▸ Information supplied:
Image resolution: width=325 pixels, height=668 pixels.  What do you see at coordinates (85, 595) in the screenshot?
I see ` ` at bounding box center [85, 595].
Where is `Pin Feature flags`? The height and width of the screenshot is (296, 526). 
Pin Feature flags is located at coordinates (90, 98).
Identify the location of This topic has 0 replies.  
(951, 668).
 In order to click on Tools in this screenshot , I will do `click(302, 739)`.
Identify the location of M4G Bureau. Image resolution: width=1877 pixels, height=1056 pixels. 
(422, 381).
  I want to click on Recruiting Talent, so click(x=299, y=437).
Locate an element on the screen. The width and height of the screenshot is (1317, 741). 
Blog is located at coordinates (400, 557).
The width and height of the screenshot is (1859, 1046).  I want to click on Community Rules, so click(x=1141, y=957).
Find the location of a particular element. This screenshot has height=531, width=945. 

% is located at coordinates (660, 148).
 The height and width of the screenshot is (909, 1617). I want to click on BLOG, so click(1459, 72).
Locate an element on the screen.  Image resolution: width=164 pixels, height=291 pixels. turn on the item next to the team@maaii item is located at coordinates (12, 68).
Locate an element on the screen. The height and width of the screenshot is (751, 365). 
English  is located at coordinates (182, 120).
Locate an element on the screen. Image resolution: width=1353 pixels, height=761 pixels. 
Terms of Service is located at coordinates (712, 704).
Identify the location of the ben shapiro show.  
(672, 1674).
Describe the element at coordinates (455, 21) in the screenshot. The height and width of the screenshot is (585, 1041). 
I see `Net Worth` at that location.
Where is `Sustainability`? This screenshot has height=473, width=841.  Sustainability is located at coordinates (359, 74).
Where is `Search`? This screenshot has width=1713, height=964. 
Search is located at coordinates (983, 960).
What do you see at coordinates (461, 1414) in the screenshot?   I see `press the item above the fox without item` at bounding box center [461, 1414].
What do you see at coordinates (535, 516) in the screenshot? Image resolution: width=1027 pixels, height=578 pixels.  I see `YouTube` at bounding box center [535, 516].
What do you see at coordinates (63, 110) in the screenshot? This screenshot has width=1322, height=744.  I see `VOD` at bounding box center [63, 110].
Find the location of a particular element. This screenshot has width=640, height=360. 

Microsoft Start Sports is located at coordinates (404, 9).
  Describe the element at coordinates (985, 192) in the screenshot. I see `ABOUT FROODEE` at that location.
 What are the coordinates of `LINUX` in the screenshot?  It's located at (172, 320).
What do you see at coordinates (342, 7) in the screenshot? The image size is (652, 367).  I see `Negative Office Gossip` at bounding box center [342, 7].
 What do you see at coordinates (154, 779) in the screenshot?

▸ Exercise directions: An exact repetition of all the entries is required.

▸ Task result:
Image resolution: width=325 pixels, height=668 pixels.  What do you see at coordinates (85, 595) in the screenshot?
I see ` ` at bounding box center [85, 595].
Where is `Pin Feature flags`? The height and width of the screenshot is (296, 526). 
Pin Feature flags is located at coordinates (90, 98).
Identify the location of This topic has 0 replies.  
(951, 668).
 In order to click on Tools in this screenshot , I will do `click(302, 739)`.
Identify the location of M4G Bureau. Image resolution: width=1877 pixels, height=1056 pixels. 
(422, 381).
  I want to click on Recruiting Talent, so click(x=299, y=437).
Locate an element on the screen. The width and height of the screenshot is (1317, 741). 
Blog is located at coordinates (400, 557).
The width and height of the screenshot is (1859, 1046).  I want to click on Community Rules, so click(x=1141, y=957).
Find the location of a particular element. This screenshot has height=531, width=945. 

% is located at coordinates (660, 148).
 The height and width of the screenshot is (909, 1617). I want to click on BLOG, so click(1459, 72).
Locate an element on the screen.  Image resolution: width=164 pixels, height=291 pixels. turn on the item next to the team@maaii item is located at coordinates (12, 68).
Locate an element on the screen. The height and width of the screenshot is (751, 365). 
English  is located at coordinates (182, 120).
Locate an element on the screen. Image resolution: width=1353 pixels, height=761 pixels. 
Terms of Service is located at coordinates (712, 704).
Identify the location of the ben shapiro show.  
(672, 1674).
Describe the element at coordinates (455, 21) in the screenshot. The height and width of the screenshot is (585, 1041). 
I see `Net Worth` at that location.
Where is `Sustainability`? This screenshot has height=473, width=841.  Sustainability is located at coordinates (359, 74).
Where is `Search`? This screenshot has width=1713, height=964. 
Search is located at coordinates (983, 960).
What do you see at coordinates (461, 1414) in the screenshot?   I see `press the item above the fox without item` at bounding box center [461, 1414].
What do you see at coordinates (535, 516) in the screenshot? Image resolution: width=1027 pixels, height=578 pixels.  I see `YouTube` at bounding box center [535, 516].
What do you see at coordinates (63, 110) in the screenshot? This screenshot has width=1322, height=744.  I see `VOD` at bounding box center [63, 110].
Find the location of a particular element. This screenshot has width=640, height=360. 

Microsoft Start Sports is located at coordinates (404, 9).
  Describe the element at coordinates (985, 192) in the screenshot. I see `ABOUT FROODEE` at that location.
 What are the coordinates of `LINUX` in the screenshot?  It's located at (172, 320).
What do you see at coordinates (342, 7) in the screenshot? The image size is (652, 367).  I see `Negative Office Gossip` at bounding box center [342, 7].
 What do you see at coordinates (154, 779) in the screenshot?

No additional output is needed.